TASK TO COMPLETE ▸
Write out exactly, excluding pictures, the lines from the one containing "Describe the element at coordinates (266, 181)" through the end of the data, both included.

Dataset entries ▸
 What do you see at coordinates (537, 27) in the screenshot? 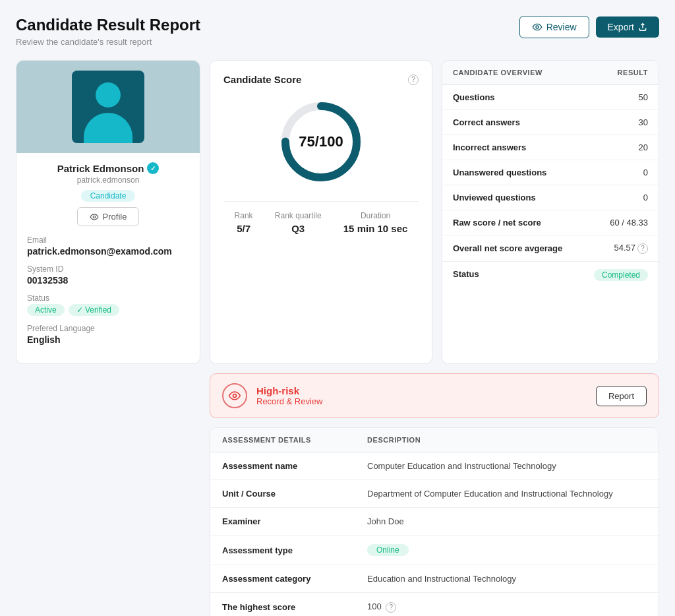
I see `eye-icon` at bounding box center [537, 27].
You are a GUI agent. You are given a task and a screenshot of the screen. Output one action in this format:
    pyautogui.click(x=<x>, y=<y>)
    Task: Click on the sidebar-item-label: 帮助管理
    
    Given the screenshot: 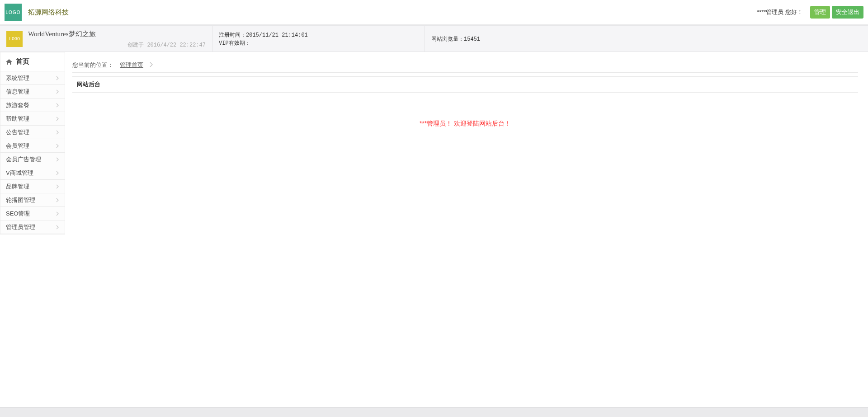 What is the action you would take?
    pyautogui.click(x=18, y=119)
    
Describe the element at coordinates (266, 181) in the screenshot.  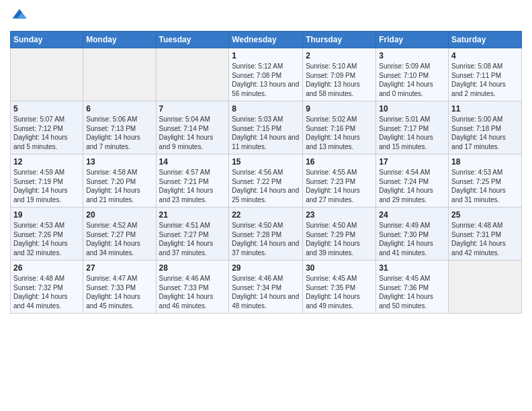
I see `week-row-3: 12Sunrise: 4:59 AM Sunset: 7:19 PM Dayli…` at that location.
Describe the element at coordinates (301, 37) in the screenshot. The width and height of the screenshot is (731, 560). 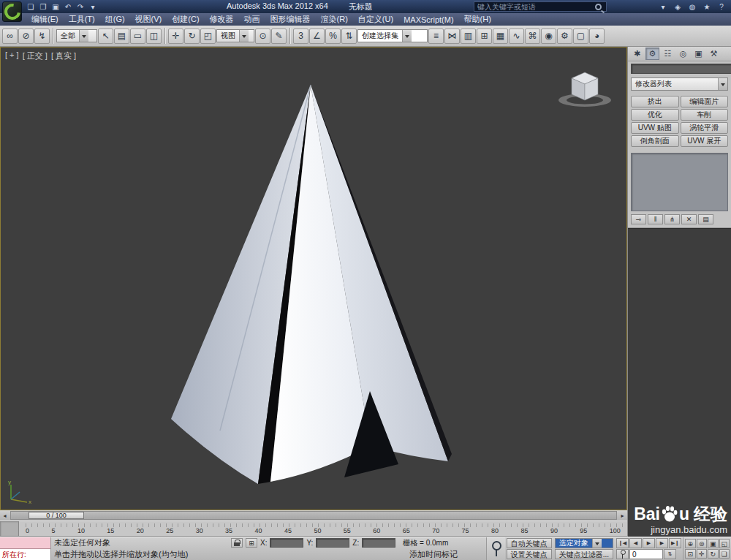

RESULT OF THIS TASK ▸
Describe the element at coordinates (266, 181) in the screenshot.  
I see `week-row-3: 12Sunrise: 4:59 AM Sunset: 7:19 PM Dayli…` at that location.
Describe the element at coordinates (301, 37) in the screenshot. The width and height of the screenshot is (731, 560). 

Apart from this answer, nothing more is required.